Translations and research
- Schipper, Kristofer, and Franciscus Verellen, eds. The Taoist Canon: A Historical Companion to the Daozang. Chicago: University of Chicago Press, 2004. Entry on DZ 676 (forthcoming section).
- Ren Jiyu 任繼愈, ed. Zhōngguó dàojiào shǐ 中國道教史. Shànghǎi: Shànghǎi rénmín, 1990. Vol. 3, on Míng imperial Daoism including Zhū Yuánzhāng’s commentary.
- Liu Ts’un-yan [Liú Cúnrén 劉存仁]. “Taoist Self-Cultivation in Ming Thought.” In Self and Society in Ming Thought, ed. Wm. Theodore de Bary, 291–330. New York: Columbia University Press, 1970. For the broader Míng imperial Daoist context.
- Zhū Yuánzhāng 朱元璋. Míng Tàizǔ jí 明太祖集. Hefei: Huángshān shūshè, 1991. Collected works including the imperial commentaries.
- Yáng Nàiqiáo 楊乃喬. “Míng Tàizǔ Yù zhù Dàodé zhēn jīng yán jiū” 明太祖御註道德真經研究. Zhōngguó zhéxué shǐ 中國哲學史 2005.3. Modern Chinese study.
- Dardess, John W. Confucianism and Autocracy: Professional Elites in the Founding of the Ming Dynasty. Berkeley: University of California Press, 1983. For the broader Hóngwǔ political-ideological context.
- Chan, Hok-lam, and Wm. Theodore de Bary, eds. Yüan Thought: Chinese Thought and Religion under the Mongols. New York: Columbia University Press, 1982. For the late-Yuán intellectual background that shaped Zhū Yuánzhāng’s reading.
Other points of interest
Zhū Yuánzhāng’s commentary is one of four imperial Dàodé jīng commentaries preserved in the Daozang: alongside DZ 679 of Táng Xuánzōng 唐玄宗 (r. 712–756), DZ 678 of Sòng Huīzōng 宋徽宗 (r. 1100–1125), and DZ 680 of a Sòng emperor (either Zhēnzōng 真宗 or Gāozōng 高宗), DZ 676 of Zhū Yuánzhāng completes the canonical quartet of imperial commentaries. Each reflects a distinctive imperial reading: Xuánzōng’s metaphysical-canonical (he presided over the 742 canonisation of the Lǎozǐ); Huīzōng’s aestheticising-xuánxué; and Zhū Yuánzhāng’s political-pragmatic.

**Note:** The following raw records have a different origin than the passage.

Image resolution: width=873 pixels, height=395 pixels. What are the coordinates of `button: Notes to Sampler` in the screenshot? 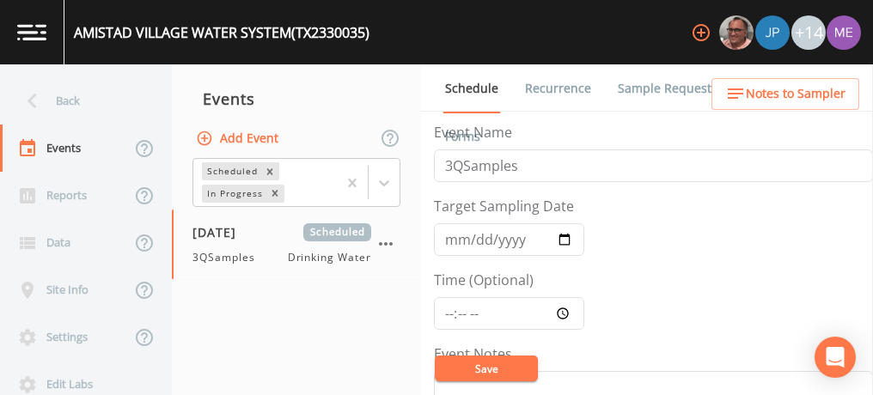 It's located at (786, 94). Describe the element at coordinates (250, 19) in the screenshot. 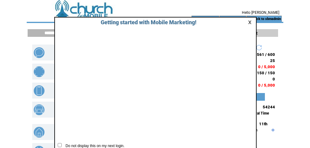

I see `img: backArrow.gif` at that location.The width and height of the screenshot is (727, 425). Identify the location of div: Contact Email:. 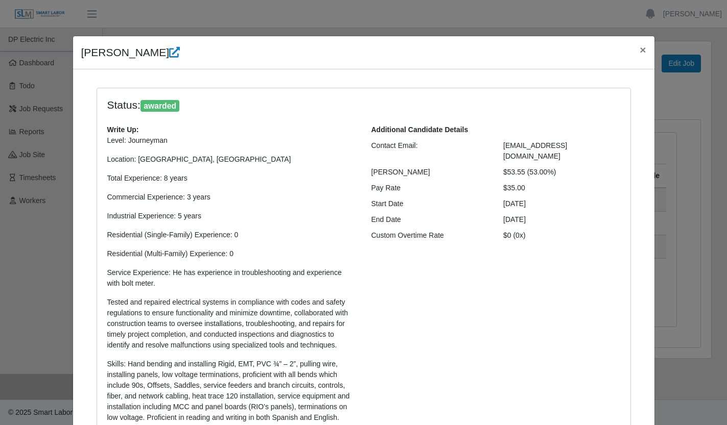
(429, 151).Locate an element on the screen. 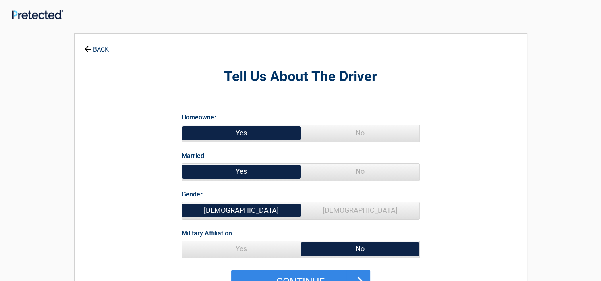  label: Married is located at coordinates (193, 156).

The philosophical-ethical argument of the commentary is distinctive. In Zhū Yuánzhāng’s reading, wú wéi 無為 is not the quietistic non-interference of a contemplative sage, but rather the strategically-restrained rule of a competent ruler who trusts the underlying spontaneity of the people and avoids over-regulation. Correspondingly, the Lǎozǐ’s famous warnings against knowledge, cleverness, and desire are interpreted as warnings against the over-elaboration of law and ritual — a pointed claim for a founder of a state that would become famous for its bureaucratic proliferation.
The commentary’s abolition of the death penalty for a period (as narrated in the preface) was in fact historically real — Zhū Yuánzhāng’s Hóngwǔ 7 penal reform is documented in the Míng Tàizǔ shí lù 明太祖實錄 and in Edward Farmer’s Zhu Yuanzhang and Early Ming Legislation (Brill, 1995). It was subsequently partly reversed as the dynasty stabilised, but in Zhū’s own self-presentation it marks a key moment of the Hóngwǔ-era Lǎozǐ-inspired governance reform.
Links
- Kanseki Repository KR5c0058
- ctext.org: 大明太祖高皇帝御注道德真經
- Schipper & Verellen, The Taoist Canon (2004), DZ 676 entry.